Which is to say that if the recession ends, then it seems likely that we’ll slip right back into a new recession...
To make matters even worse, we'll find ourselves once again in a position where ungodly amounts of money are going to petrodictatorships and other state and non-state actors who are NOT OUR FRIENDS. In other words, our oil addiction is a disaster both economically and strategically (not to mention environmentally). What should we be doing about this situation? First off, despite what know-nothing/pander-bear politicians like Bob McDonnell think, we can't "drill baby drill" our way out of this mess. That means we need to slash our oil consumption drastically and rapidly. How do we do that?

1. Crank up fuel economy (CAFE) standards to 35, 40, 50, even 100 miles per gallon as rapidly as possible.

2. In order for people to actually want to BUY these fuel-efficient vehicles, slap on a steep, but completely revenue neutral, carbon tax. What this would do is to raise the price of energy while simultaneously returning the money to people -- particularly lower and middle-income people. The end result will not be any additional government revenue, since that isn't the goal. Instead, what we're trying to achieve is getting off of oil as rapidly as possible. The cool thing about a carbon tax is that it rewards those Americans who move most aggressively to slash their oil consumption (they'll end up actually MAKING money on this deal), while it simultaneously punishes laggards (who will lose money). It's the individual's choice, but within the context of energy prices that reflect the real price of the energy, including externalities. The bottom line is that - as Tom Friedman and many others on both the "left" and the "right" have pointed out - we've got to get the price signals right, or all else will fail.

3. As former Vice President Al Gore has proposed, convert the U.S. power generation sector to non-carbon-based energy and switch out - over a decade or so - the U.S. vehicle fleet from gasoline and diesel to electricity. Voila, no more dependence on Saudi oil, no more boom-and-bust economic cycles caused by fluctuating oil prices, no more petro-dollars countries and terrorist groups that don't like us.

4. Remove all subsidies that encourage the sprawl pattern of development.

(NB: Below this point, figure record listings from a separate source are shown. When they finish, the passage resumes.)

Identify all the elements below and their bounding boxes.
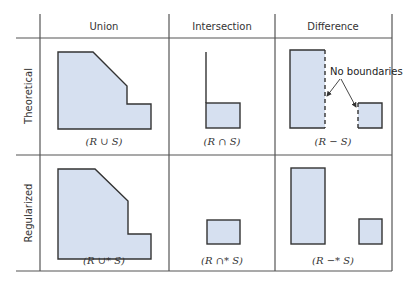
difference-shape-theoretical-right xyxy=(358,103,382,128)
difference-shape-theoretical-left xyxy=(290,50,325,128)
union-shape-regularized xyxy=(58,169,151,259)
intersection-shape-regularized xyxy=(207,220,240,244)
column-header-union: Union xyxy=(90,21,119,32)
annotation-arrow-left xyxy=(327,79,340,96)
row-label-theoretical: Theoretical xyxy=(23,68,34,125)
column-header-intersection: Intersection xyxy=(192,21,252,32)
difference-shape-regularized-left xyxy=(291,168,325,244)
caption-difference-regularized: (R −* S) xyxy=(312,255,354,266)
caption-union-regularized: (R ∪* S) xyxy=(83,255,125,266)
difference-shape-regularized-right xyxy=(359,219,382,244)
caption-intersection-regularized: (R ∩* S) xyxy=(201,255,243,266)
set-operations-diagram: Union Intersection Difference Theoretica… xyxy=(0,0,410,282)
union-shape-theoretical xyxy=(58,52,151,129)
annotation-arrow-right xyxy=(341,79,356,107)
intersection-shape-theoretical xyxy=(206,103,240,128)
caption-difference-theoretical: (R − S) xyxy=(315,136,352,147)
annotation-no-boundaries: No boundaries xyxy=(330,66,403,77)
column-header-difference: Difference xyxy=(307,21,359,32)
caption-union-theoretical: (R ∪ S) xyxy=(86,136,123,147)
row-label-regularized: Regularized xyxy=(23,184,34,243)
caption-intersection-theoretical: (R ∩ S) xyxy=(204,136,241,147)
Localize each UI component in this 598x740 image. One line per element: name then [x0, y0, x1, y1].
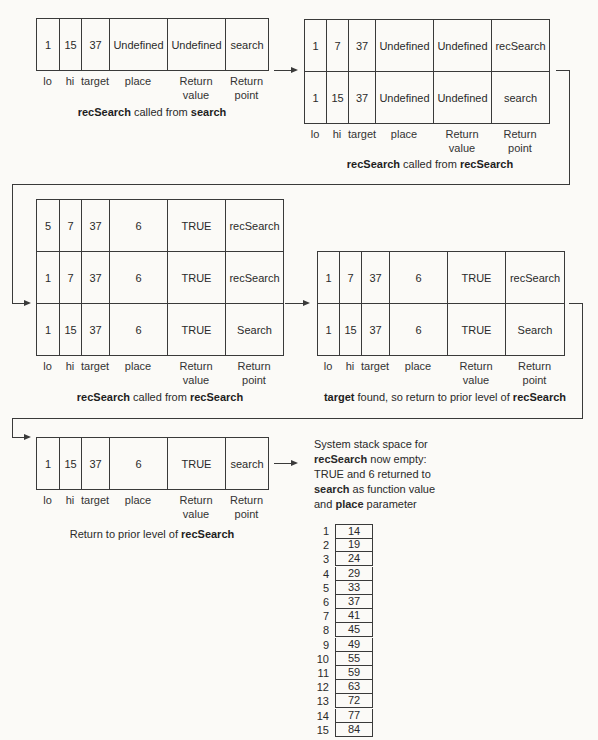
- cell-target: 37: [82, 200, 110, 252]
- cell-place: 6: [110, 438, 168, 490]
- cell-return-value: TRUE: [168, 438, 226, 490]
- array-index: 6: [313, 596, 335, 608]
- cell-lo: 1: [37, 252, 60, 304]
- connector-line: [12, 418, 13, 438]
- cell-return-point: search: [226, 438, 269, 490]
- cell-hi: 15: [60, 304, 82, 356]
- array-cell: 84: [335, 723, 373, 737]
- array-row: 1263: [313, 680, 373, 694]
- note-line: System stack space for: [314, 437, 514, 452]
- cell-hi: 15: [340, 304, 362, 356]
- array-index: 9: [313, 639, 335, 651]
- cell-return-value: TRUE: [448, 304, 506, 356]
- stack-row: 1 7 37 6 TRUE recSearch: [37, 252, 284, 304]
- array-row: 949: [313, 638, 373, 652]
- cell-lo: 5: [37, 200, 60, 252]
- array-index: 4: [313, 568, 335, 580]
- array-cell: 19: [335, 538, 373, 552]
- cell-return-value: TRUE: [168, 200, 226, 252]
- note-line: TRUE and 6 returned to: [314, 467, 514, 482]
- stack-table: 5 7 37 6 TRUE recSearch 1 7 37 6 TRUE re…: [36, 199, 284, 356]
- array-cell: 55: [335, 652, 373, 666]
- column-labels: lo hi target place Returnvalue Returnpoi…: [36, 74, 269, 102]
- cell-hi: 7: [340, 252, 362, 304]
- column-labels: lo hi target place Returnvalue Returnpoi…: [317, 359, 565, 387]
- label-return-point: Returnpoint: [225, 359, 283, 387]
- array-index: 10: [313, 653, 335, 665]
- cell-place: 6: [390, 252, 448, 304]
- array-index: 13: [313, 695, 335, 707]
- cell-hi: 15: [60, 438, 82, 490]
- array-cell: 63: [335, 680, 373, 694]
- array-row: 324: [313, 552, 373, 566]
- label-target: target: [81, 74, 109, 102]
- array-index: 8: [313, 624, 335, 636]
- frame-2-caption: recSearch called from recSearch: [304, 158, 556, 170]
- label-return-value: Returnvalue: [167, 359, 225, 387]
- cell-target: 37: [82, 304, 110, 356]
- stack-frame-2: 1 7 37 Undefined Undefined recSearch 1 1…: [304, 19, 550, 155]
- array-cell: 72: [335, 694, 373, 708]
- cell-target: 37: [349, 20, 376, 72]
- arrow-right-icon: [291, 460, 298, 466]
- cell-target: 37: [349, 72, 376, 124]
- cell-lo: 1: [37, 19, 60, 71]
- array-index: 7: [313, 610, 335, 622]
- array-cell: 14: [335, 524, 373, 539]
- cell-place: 6: [110, 304, 168, 356]
- stack-row: 1 15 37 6 TRUE Search: [37, 304, 284, 356]
- label-place: place: [109, 359, 167, 387]
- array-cell: 33: [335, 581, 373, 595]
- label-hi: hi: [339, 359, 361, 387]
- label-target: target: [361, 359, 389, 387]
- array-row: 219: [313, 538, 373, 552]
- cell-return-point: recSearch: [226, 252, 284, 304]
- stack-row: 1 15 37 Undefined Undefined search: [305, 72, 550, 124]
- label-return-point: Returnpoint: [225, 493, 268, 521]
- array-cell: 77: [335, 709, 373, 723]
- connector-line: [274, 70, 292, 71]
- sorted-array: 1142193244295336377418459491055115912631…: [313, 524, 373, 737]
- stack-row: 1 7 37 6 TRUE recSearch: [318, 252, 565, 304]
- connector-line: [12, 418, 583, 419]
- stack-table: 1 15 37 Undefined Undefined search: [36, 18, 269, 71]
- cell-hi: 7: [60, 252, 82, 304]
- label-place: place: [375, 127, 433, 155]
- label-return-point: Returnpoint: [225, 74, 268, 102]
- array-row: 1055: [313, 652, 373, 666]
- cell-return-point: search: [226, 19, 269, 71]
- cell-return-value: Undefined: [434, 72, 492, 124]
- array-cell: 45: [335, 623, 373, 637]
- cell-place: Undefined: [376, 20, 434, 72]
- cell-return-point: recSearch: [492, 20, 550, 72]
- label-hi: hi: [59, 359, 81, 387]
- label-lo: lo: [317, 359, 339, 387]
- connector-line: [12, 184, 13, 304]
- array-index: 14: [313, 710, 335, 722]
- connector-line: [274, 463, 292, 464]
- label-return-point: Returnpoint: [505, 359, 564, 387]
- array-cell: 37: [335, 595, 373, 609]
- array-index: 12: [313, 681, 335, 693]
- note-line: and place parameter: [314, 497, 514, 512]
- cell-place: Undefined: [110, 19, 168, 71]
- array-row: 1584: [313, 723, 373, 737]
- label-return-value: Returnvalue: [447, 359, 505, 387]
- cell-hi: 7: [60, 200, 82, 252]
- stack-table: 1 15 37 6 TRUE search: [36, 437, 269, 490]
- cell-target: 37: [362, 252, 390, 304]
- connector-line: [569, 303, 583, 304]
- array-row: 1372: [313, 694, 373, 708]
- cell-lo: 1: [305, 20, 327, 72]
- label-place: place: [109, 74, 167, 102]
- array-index: 15: [313, 724, 335, 736]
- connector-line: [12, 184, 570, 185]
- array-row: 429: [313, 567, 373, 581]
- array-row: 845: [313, 623, 373, 637]
- frame-4-caption: target found, so return to prior level o…: [310, 391, 580, 403]
- stack-table: 1 7 37 6 TRUE recSearch 1 15 37 6 TRUE S…: [317, 251, 565, 356]
- cell-return-value: TRUE: [448, 252, 506, 304]
- arrow-right-icon: [303, 300, 310, 306]
- array-row: 637: [313, 595, 373, 609]
- label-return-value: Returnvalue: [433, 127, 491, 155]
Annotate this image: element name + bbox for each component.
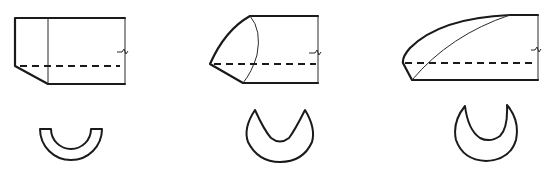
profile-2-outline	[210, 16, 318, 83]
section-2-crescent	[247, 110, 314, 162]
diagram-stage	[0, 0, 556, 176]
profile-1-outline	[15, 18, 125, 84]
profile-3-long-bevel	[403, 15, 541, 80]
break-marker-2-icon	[309, 50, 321, 55]
profile-1-square	[15, 18, 128, 84]
profile-2-bevel-edge	[243, 16, 258, 83]
section-3-crescent	[455, 105, 517, 161]
break-marker-1-icon	[117, 49, 128, 54]
tool-profiles-diagram	[0, 0, 556, 176]
profile-3-outline	[403, 15, 538, 80]
break-marker-3-icon	[531, 47, 541, 52]
profile-3-bevel-edge	[412, 15, 510, 80]
section-1-half-ring	[40, 129, 102, 160]
profile-2-short-bevel	[210, 16, 321, 83]
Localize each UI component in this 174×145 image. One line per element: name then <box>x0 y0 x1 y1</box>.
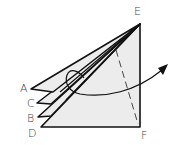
label-a: A <box>20 82 28 95</box>
label-c: C <box>27 97 35 110</box>
label-d: D <box>28 127 36 140</box>
arrowhead-icon <box>158 64 168 75</box>
label-b: B <box>27 112 34 125</box>
label-e: E <box>134 5 141 18</box>
label-f: F <box>141 129 147 142</box>
origami-diagram: E F A C B D <box>0 0 174 145</box>
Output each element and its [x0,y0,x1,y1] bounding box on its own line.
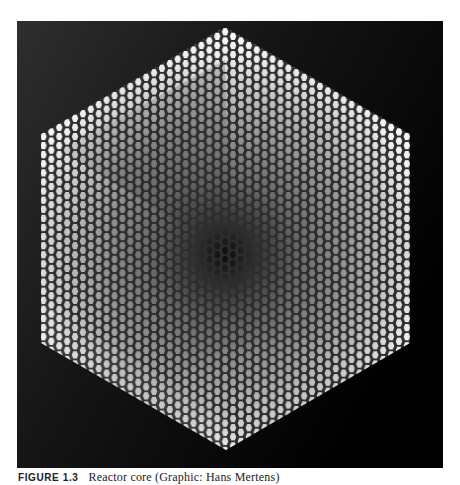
reactor-core-graphic [17,21,443,468]
caption-label: FIGURE 1.3 [18,472,78,483]
figure-caption: FIGURE 1.3Reactor core (Graphic: Hans Me… [18,470,280,485]
figure-image [17,21,443,468]
caption-text: Reactor core (Graphic: Hans Mertens) [88,470,279,484]
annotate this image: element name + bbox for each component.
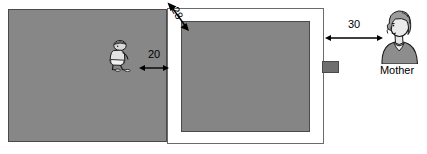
- crouching-child-icon: [101, 38, 133, 72]
- diagram-canvas: 20 28 30: [0, 0, 427, 154]
- dimension-28-arrow: [166, 2, 200, 32]
- enclosure-inner-area: [181, 21, 310, 132]
- mother-label: Mother: [366, 64, 427, 77]
- dimension-20-label: 20: [139, 48, 169, 60]
- woman-bust-icon: [376, 6, 422, 64]
- dimension-20-arrow: [139, 62, 169, 74]
- dimension-30-arrow: [325, 32, 383, 44]
- dimension-20: 20: [139, 48, 169, 76]
- dimension-30-label: 30: [325, 18, 383, 30]
- dimension-28: 28: [166, 2, 200, 32]
- small-dark-tab: [322, 61, 339, 73]
- dimension-30: 30: [325, 18, 383, 46]
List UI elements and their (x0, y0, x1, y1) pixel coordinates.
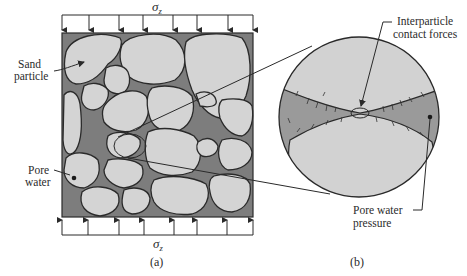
contact-forces-label-1: Interparticle (397, 15, 453, 28)
top-load-arrows (62, 15, 253, 30)
pore-pressure-label-2: pressure (353, 217, 391, 230)
bottom-load-arrows (62, 220, 253, 235)
caption-b: (b) (350, 255, 364, 269)
soil-stress-diagram: σz (0, 0, 467, 276)
pore-pressure-label-1: Pore water (353, 204, 403, 216)
pore-water-dot (72, 176, 77, 181)
panel-b: Interparticle contact forces Pore water … (270, 15, 458, 269)
top-sigma-z-label: σz (152, 0, 162, 16)
caption-a: (a) (150, 255, 163, 269)
pore-water-label-2: water (25, 176, 51, 188)
pore-water-label-1: Pore (28, 164, 49, 176)
sand-particle-label-1: Sand (18, 58, 41, 70)
pore-pressure-dot (428, 115, 433, 120)
bottom-sigma-z-label: σz (153, 236, 163, 253)
contact-forces-label-2: contact forces (393, 28, 458, 40)
sand-particle-label-2: particle (14, 70, 48, 83)
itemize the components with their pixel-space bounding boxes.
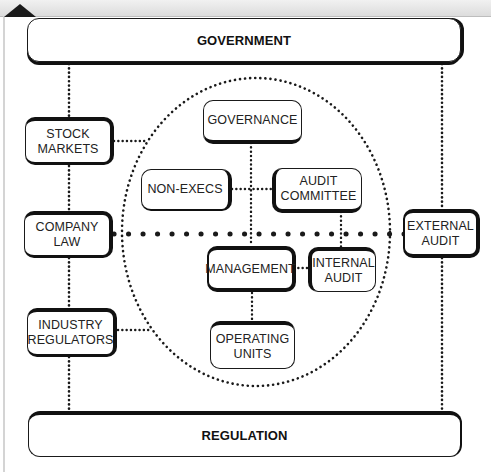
industry-regulators-box: INDUSTRY REGULATORS xyxy=(27,308,117,357)
audit-committee-label: AUDIT COMMITTEE xyxy=(281,174,357,204)
regulation-label: REGULATION xyxy=(202,428,288,443)
non-execs-label: NON-EXECS xyxy=(147,182,222,197)
regulation-box: REGULATION xyxy=(28,411,462,457)
non-execs-box: NON-EXECS xyxy=(141,169,232,211)
audit-committee-box: AUDIT COMMITTEE xyxy=(272,168,362,213)
governance-label: GOVERNANCE xyxy=(208,113,298,128)
operating-units-label: OPERATING UNITS xyxy=(216,332,290,362)
government-box: GOVERNMENT xyxy=(27,18,461,62)
management-label: MANAGEMENT xyxy=(205,262,296,277)
company-law-box: COMPANY LAW xyxy=(24,211,113,258)
company-law-label: COMPANY LAW xyxy=(36,220,99,250)
internal-audit-label: INTERNAL AUDIT xyxy=(312,256,375,286)
management-box: MANAGEMENT xyxy=(207,246,296,292)
operating-units-box: OPERATING UNITS xyxy=(210,321,295,369)
external-audit-label: EXTERNAL AUDIT xyxy=(407,219,474,249)
industry-regulators-label: INDUSTRY REGULATORS xyxy=(28,318,114,348)
stock-markets-label: STOCK MARKETS xyxy=(37,127,98,157)
internal-audit-box: INTERNAL AUDIT xyxy=(308,247,376,292)
external-audit-box: EXTERNAL AUDIT xyxy=(403,209,480,258)
stock-markets-box: STOCK MARKETS xyxy=(25,117,114,165)
governance-box: GOVERNANCE xyxy=(203,100,302,144)
government-label: GOVERNMENT xyxy=(197,33,291,48)
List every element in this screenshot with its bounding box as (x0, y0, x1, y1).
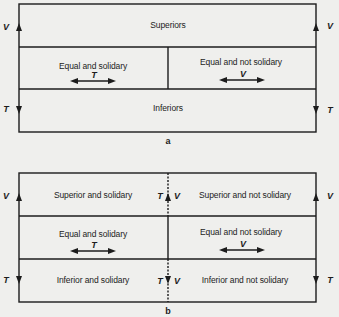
arrow-label-t-b: T (91, 240, 97, 250)
center-arrow-up-icon (165, 193, 171, 201)
arrowhead-right-icon (108, 248, 116, 254)
arrow-label-t: T (91, 70, 97, 80)
arrow-up-icon (16, 193, 22, 201)
label-equal-solidary-b: Equal and solidary (59, 229, 127, 239)
caption-a: a (165, 136, 170, 146)
center-arrow-down-icon (165, 276, 171, 284)
left-axis-up-label: V (3, 22, 9, 32)
label-inferior-not-solidary: Inferior and not solidary (202, 275, 288, 285)
arrowhead-right-icon (257, 77, 265, 83)
left-axis-down-label: T (3, 104, 9, 114)
diagram-lines (0, 0, 339, 317)
label-equal-not-solidary: Equal and not solidary (200, 57, 282, 67)
arrowhead-right-icon (108, 78, 116, 84)
arrow-down-icon (313, 106, 319, 114)
arrow-label-v-b: V (240, 239, 246, 249)
arrow-label-v: V (240, 69, 246, 79)
right-axis-up-label-b: V (327, 191, 333, 201)
right-axis-down-label-b: T (327, 275, 333, 285)
arrow-up-icon (16, 23, 22, 31)
right-axis-up-label: V (327, 21, 333, 31)
right-axis-down-label: T (327, 105, 333, 115)
left-axis-down-label-b: T (3, 275, 9, 285)
arrow-down-icon (313, 276, 319, 284)
arrowhead-left-icon (219, 77, 227, 83)
center-down-left-label: T (157, 276, 163, 286)
center-up-right-label: V (174, 191, 180, 201)
arrow-up-icon (313, 23, 319, 31)
label-equal-not-solidary-b: Equal and not solidary (200, 227, 282, 237)
label-inferiors: Inferiors (153, 103, 183, 113)
arrowhead-left-icon (70, 78, 78, 84)
label-superior-solidary: Superior and solidary (54, 190, 132, 200)
label-inferior-solidary: Inferior and solidary (57, 275, 130, 285)
arrow-down-icon (16, 106, 22, 114)
arrowhead-right-icon (257, 247, 265, 253)
label-superiors: Superiors (150, 20, 185, 30)
arrowhead-left-icon (70, 248, 78, 254)
center-up-left-label: T (157, 191, 163, 201)
left-axis-up-label-b: V (3, 191, 9, 201)
arrow-down-icon (16, 276, 22, 284)
label-superior-not-solidary: Superior and not solidary (199, 190, 291, 200)
arrow-up-icon (313, 193, 319, 201)
caption-b: b (165, 306, 171, 316)
center-down-right-label: V (174, 276, 180, 286)
arrowhead-left-icon (219, 247, 227, 253)
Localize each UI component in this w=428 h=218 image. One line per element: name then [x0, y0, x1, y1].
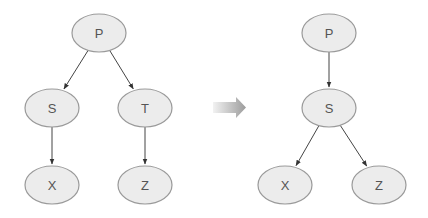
node-label: P — [95, 26, 104, 41]
diagram-before: PSTXZ — [25, 14, 172, 204]
node-t: T — [118, 89, 172, 127]
node-label: Z — [375, 178, 383, 193]
edge-s-z — [340, 125, 366, 166]
node-p: P — [302, 14, 356, 52]
node-s: S — [302, 89, 356, 127]
node-label: T — [141, 101, 149, 116]
node-s: S — [25, 89, 79, 127]
node-z: Z — [118, 166, 172, 204]
node-x: X — [25, 166, 79, 204]
node-label: Z — [141, 178, 149, 193]
diagram-after: PSXZ — [258, 14, 406, 204]
node-label: S — [48, 101, 57, 116]
right-arrow-icon — [213, 97, 246, 118]
transition-arrow — [213, 97, 246, 118]
node-p: P — [72, 14, 126, 52]
node-x: X — [258, 166, 312, 204]
node-z: Z — [352, 166, 406, 204]
edge-p-s — [64, 50, 88, 88]
node-label: P — [325, 26, 334, 41]
edge-p-t — [110, 50, 134, 88]
diagram-canvas: PSTXZ PSXZ — [0, 0, 428, 218]
edge-s-x — [296, 126, 319, 166]
node-label: S — [325, 101, 334, 116]
node-label: X — [281, 178, 290, 193]
node-label: X — [48, 178, 57, 193]
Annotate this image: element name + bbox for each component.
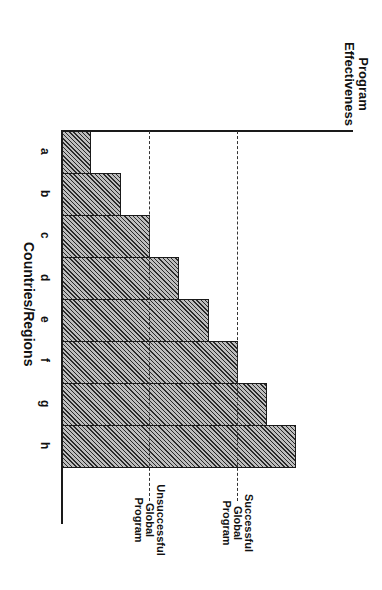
- value-axis-line: [61, 130, 353, 132]
- unsuccessful-label-line1: Unsuccessful: [155, 483, 166, 557]
- category-axis-title-text: Countries/Regions: [21, 242, 37, 366]
- value-axis-title-line1: Program: [356, 38, 370, 130]
- category-label-g: g: [38, 400, 52, 407]
- category-label-f: f: [38, 358, 52, 362]
- successful-label-line1: Successful: [243, 493, 254, 553]
- successful-label-line3: Program: [221, 493, 232, 553]
- successful-label: Successful Global Program: [221, 493, 254, 553]
- bar-b: [62, 173, 121, 216]
- successful-label-line2: Global: [232, 493, 243, 553]
- unsuccessful-label-line2: Global: [144, 483, 155, 557]
- category-label-b: b: [38, 190, 52, 197]
- bar-a: [62, 131, 91, 174]
- category-label-a: a: [38, 148, 52, 155]
- bar-c: [62, 215, 150, 258]
- value-axis-title: Program Effectiveness: [342, 38, 370, 130]
- bar-e: [62, 299, 209, 342]
- value-axis-title-line2: Effectiveness: [342, 38, 356, 130]
- unsuccessful-threshold-line: [149, 131, 150, 501]
- unsuccessful-label: Unsuccessful Global Program: [133, 483, 166, 557]
- bar-d: [62, 257, 179, 300]
- bar-f: [62, 341, 238, 384]
- category-axis-title: Countries/Regions: [21, 242, 37, 362]
- category-label-c: c: [38, 232, 52, 239]
- unsuccessful-label-line3: Program: [133, 483, 144, 557]
- category-label-h: h: [38, 442, 52, 449]
- successful-threshold-line: [237, 131, 238, 501]
- category-label-d: d: [38, 274, 52, 281]
- bar-chart: abcdefgh Program Effectiveness Countries…: [0, 0, 382, 590]
- category-label-e: e: [38, 316, 52, 323]
- bar-h: [62, 425, 296, 468]
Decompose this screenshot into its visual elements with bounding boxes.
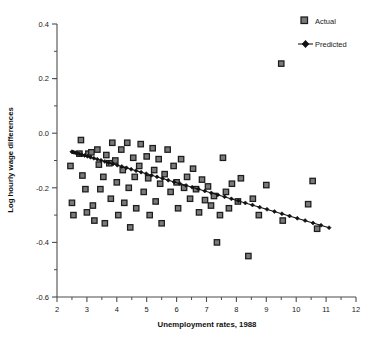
actual-data-point xyxy=(108,196,113,201)
actual-data-point xyxy=(90,203,95,208)
x-tick-label: 9 xyxy=(264,305,268,314)
actual-data-point xyxy=(144,154,149,159)
actual-data-point xyxy=(114,180,119,185)
actual-data-point xyxy=(95,147,100,152)
x-tick-label: 8 xyxy=(234,305,238,314)
actual-data-point xyxy=(168,189,173,194)
actual-data-point xyxy=(104,152,109,157)
scatter-plot-svg: -0.6-0.4-0.20.00.20.4 23456789101112 Une… xyxy=(0,0,379,350)
actual-data-point xyxy=(151,167,156,172)
actual-data-point xyxy=(110,140,115,145)
actual-data-point xyxy=(141,189,146,194)
actual-data-point xyxy=(131,155,136,160)
actual-data-point xyxy=(96,162,101,167)
actual-data-point xyxy=(305,201,310,206)
actual-data-point xyxy=(202,197,207,202)
legend-label-actual: Actual xyxy=(315,17,336,26)
actual-data-point xyxy=(171,163,176,168)
actual-data-point xyxy=(83,186,88,191)
actual-data-point xyxy=(147,212,152,217)
actual-data-point xyxy=(190,166,195,171)
actual-data-point xyxy=(98,186,103,191)
actual-data-point xyxy=(238,176,243,181)
x-tick-label: 2 xyxy=(55,305,59,314)
actual-data-point xyxy=(264,182,269,187)
actual-data-point xyxy=(132,174,137,179)
x-tick-label: 10 xyxy=(292,305,300,314)
actual-data-point xyxy=(208,203,213,208)
actual-data-point xyxy=(157,181,162,186)
x-tick-label: 5 xyxy=(145,305,149,314)
actual-data-point xyxy=(159,221,164,226)
actual-data-point xyxy=(280,218,285,223)
actual-data-point xyxy=(314,226,319,231)
actual-data-point xyxy=(256,212,261,217)
actual-data-point xyxy=(220,155,225,160)
x-axis-title: Unemployment rates, 1988 xyxy=(158,320,257,329)
actual-data-point xyxy=(119,147,124,152)
legend-label-predicted: Predicted xyxy=(315,40,347,49)
y-axis-title: Log hourly wage differences xyxy=(6,106,15,212)
actual-data-point xyxy=(146,176,151,181)
actual-data-point xyxy=(102,221,107,226)
y-tick-label: 0.0 xyxy=(39,129,49,138)
actual-data-point xyxy=(229,181,234,186)
actual-data-point xyxy=(175,206,180,211)
actual-data-point xyxy=(217,212,222,217)
actual-data-point xyxy=(78,137,83,142)
actual-data-point xyxy=(126,185,131,190)
actual-data-point xyxy=(196,210,201,215)
x-tick-label: 4 xyxy=(115,305,119,314)
actual-data-point xyxy=(178,156,183,161)
actual-data-point xyxy=(165,147,170,152)
y-tick-label: 0.4 xyxy=(39,20,49,29)
actual-data-point xyxy=(116,212,121,217)
x-tick-label: 7 xyxy=(204,305,208,314)
actual-data-point xyxy=(205,184,210,189)
actual-data-point xyxy=(279,61,284,66)
actual-data-point xyxy=(310,178,315,183)
actual-data-point xyxy=(134,206,139,211)
actual-data-point xyxy=(226,206,231,211)
actual-data-point xyxy=(80,173,85,178)
actual-data-point xyxy=(246,253,251,258)
x-tick-label: 12 xyxy=(352,305,360,314)
actual-data-point xyxy=(184,174,189,179)
actual-data-point xyxy=(69,200,74,205)
actual-data-point xyxy=(122,200,127,205)
actual-data-point xyxy=(125,140,130,145)
actual-data-point xyxy=(250,196,255,201)
actual-data-point xyxy=(150,146,155,151)
x-tick-label: 11 xyxy=(322,305,330,314)
actual-data-point xyxy=(71,212,76,217)
x-tick-label: 6 xyxy=(175,305,179,314)
legend-actual-marker-icon xyxy=(301,17,308,24)
chart-container: -0.6-0.4-0.20.00.20.4 23456789101112 Une… xyxy=(0,0,379,350)
actual-data-point xyxy=(138,141,143,146)
y-tick-label: -0.4 xyxy=(36,238,49,247)
x-tick-label: 3 xyxy=(85,305,89,314)
actual-data-point xyxy=(128,225,133,230)
actual-data-point xyxy=(156,156,161,161)
actual-data-point xyxy=(89,150,94,155)
actual-data-point xyxy=(223,189,228,194)
actual-data-point xyxy=(187,196,192,201)
y-tick-label: -0.2 xyxy=(36,184,49,193)
actual-data-point xyxy=(84,210,89,215)
actual-data-point xyxy=(68,163,73,168)
actual-data-point xyxy=(101,174,106,179)
actual-data-point xyxy=(199,177,204,182)
actual-data-point xyxy=(153,199,158,204)
y-tick-label: -0.6 xyxy=(36,293,49,302)
actual-data-point xyxy=(137,163,142,168)
actual-data-point xyxy=(162,171,167,176)
actual-data-point xyxy=(92,218,97,223)
y-tick-label: 0.2 xyxy=(39,74,49,83)
actual-data-point xyxy=(214,240,219,245)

One of those, of course, is artificially low energy prices, which the revenue-neutral carbon tax will help deal with. Other than that, we should be pouring money into smart growth, not sprawl.

5. Once we stop subsidizing sprawl, we can use that money to build an ultra-modern, 21st-century network of high-speed rail, commuter trains, trolleys, bike paths and other mass transit options so that people have numerous alternatives to the automobile. This, along with the higher price of energy, will in turn make our urban areas far more attractive places for people to live and work, further reducing oil consumption.

No, this won't be easy. Yes, it will be disruptive. But I'm convinced that if we want to maintain our national security, our quality of life, and our planetary health for decades/centuries to come, this is the way we must go. The question is, do we have the will as a nation to do it? I'm dubious, but far less so with Barack Obama as President than with the two oil guys (Bush and Cheney) who preceded him.